Congress Is Day-Trading While the World Burns
It was a hell of a year for the professional day traders who moonlight as members of Congress. Collectively they traded hundreds of millions of dollars worth of stocks and related securities — usually from industries that are closely regulated by Congress.

House Speaker Nancy Pelosi (D-CA) continues to lead the field in options trading, having bought $12.75 million worth of options contracts in 2021. (Chip Somodevilla / Getty Images)
The way US politicians talk about their country, you’d be forgiven for thinking that American society is a business. And the way they buy and sell shares, you’d be forgiven for thinking Congress is less a deliberative body for crafting laws than an extension of the stock market.
In spite of a pair of insider trading scandals that cost Georgia’s Republican senators their seats at the start of last year, Congressional gambling on the share market actually increased in 2021, according to a year-end report issued this week by investment watchdog Unusual Whales, comprising more than $400 million worth of transactions. What’s more, members of both parties in each chamber of Congress averaged higher-than-market returns for the year, other than Senate Republicans, who performed just below the market average.
The biggest jump came from stock options, devices that give investors the right to later buy or sell a stock before a particular date, an investment vehicle that reached record popularity in 2021, but tends to favor more experienced and wealthier investors. Members of Congress traded a total of $140 million worth of options last year, more than five times the amount in 2020, according to the report, which is based on all the financial disclosure forms between December 1, 2020 and December 22 of last year.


### ACTIVITY
Look through the records, and whenever a line includes the word "angry", copy it.

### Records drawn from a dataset
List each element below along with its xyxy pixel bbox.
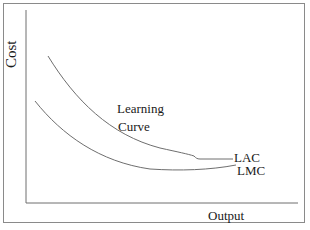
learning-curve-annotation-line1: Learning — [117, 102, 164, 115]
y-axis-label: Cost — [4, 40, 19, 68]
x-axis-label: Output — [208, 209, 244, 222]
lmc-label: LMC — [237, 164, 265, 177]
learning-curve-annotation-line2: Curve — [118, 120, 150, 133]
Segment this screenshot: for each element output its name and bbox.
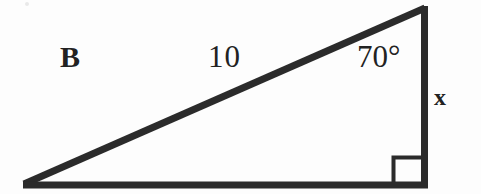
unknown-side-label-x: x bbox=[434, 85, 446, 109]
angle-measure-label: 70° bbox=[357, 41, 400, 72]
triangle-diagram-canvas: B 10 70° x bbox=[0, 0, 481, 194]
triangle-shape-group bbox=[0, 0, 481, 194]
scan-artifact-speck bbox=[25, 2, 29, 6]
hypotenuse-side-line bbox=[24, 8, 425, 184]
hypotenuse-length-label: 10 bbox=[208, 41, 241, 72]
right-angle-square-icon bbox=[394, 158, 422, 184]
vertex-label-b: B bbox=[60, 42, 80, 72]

* * *

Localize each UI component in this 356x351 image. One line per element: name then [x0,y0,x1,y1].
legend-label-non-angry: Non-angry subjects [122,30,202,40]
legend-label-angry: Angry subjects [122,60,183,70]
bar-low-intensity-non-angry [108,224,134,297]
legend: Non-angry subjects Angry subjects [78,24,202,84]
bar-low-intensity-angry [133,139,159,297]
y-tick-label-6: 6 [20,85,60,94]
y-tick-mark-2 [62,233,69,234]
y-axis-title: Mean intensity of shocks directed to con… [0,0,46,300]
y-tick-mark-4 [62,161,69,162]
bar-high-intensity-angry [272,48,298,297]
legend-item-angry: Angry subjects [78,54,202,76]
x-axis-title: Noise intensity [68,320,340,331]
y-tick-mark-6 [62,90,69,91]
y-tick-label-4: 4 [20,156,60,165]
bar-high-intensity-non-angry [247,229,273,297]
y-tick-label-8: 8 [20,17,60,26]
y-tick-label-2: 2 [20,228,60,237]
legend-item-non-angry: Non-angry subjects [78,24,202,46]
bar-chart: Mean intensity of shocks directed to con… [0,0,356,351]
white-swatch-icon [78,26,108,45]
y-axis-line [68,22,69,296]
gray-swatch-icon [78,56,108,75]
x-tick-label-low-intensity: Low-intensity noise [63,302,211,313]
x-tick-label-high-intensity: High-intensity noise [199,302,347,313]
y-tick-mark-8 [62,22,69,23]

### SOLUTION FOR THIS EXERCISE
legend-label-non-angry: Non-angry subjects [122,30,202,40]
legend-label-angry: Angry subjects [122,60,183,70]
bar-low-intensity-non-angry [108,224,134,297]
legend: Non-angry subjects Angry subjects [78,24,202,84]
bar-low-intensity-angry [133,139,159,297]
bar-high-intensity-angry [272,48,298,297]
legend-item-angry: Angry subjects [78,54,202,76]
bar-high-intensity-non-angry [247,229,273,297]
legend-item-non-angry: Non-angry subjects [78,24,202,46]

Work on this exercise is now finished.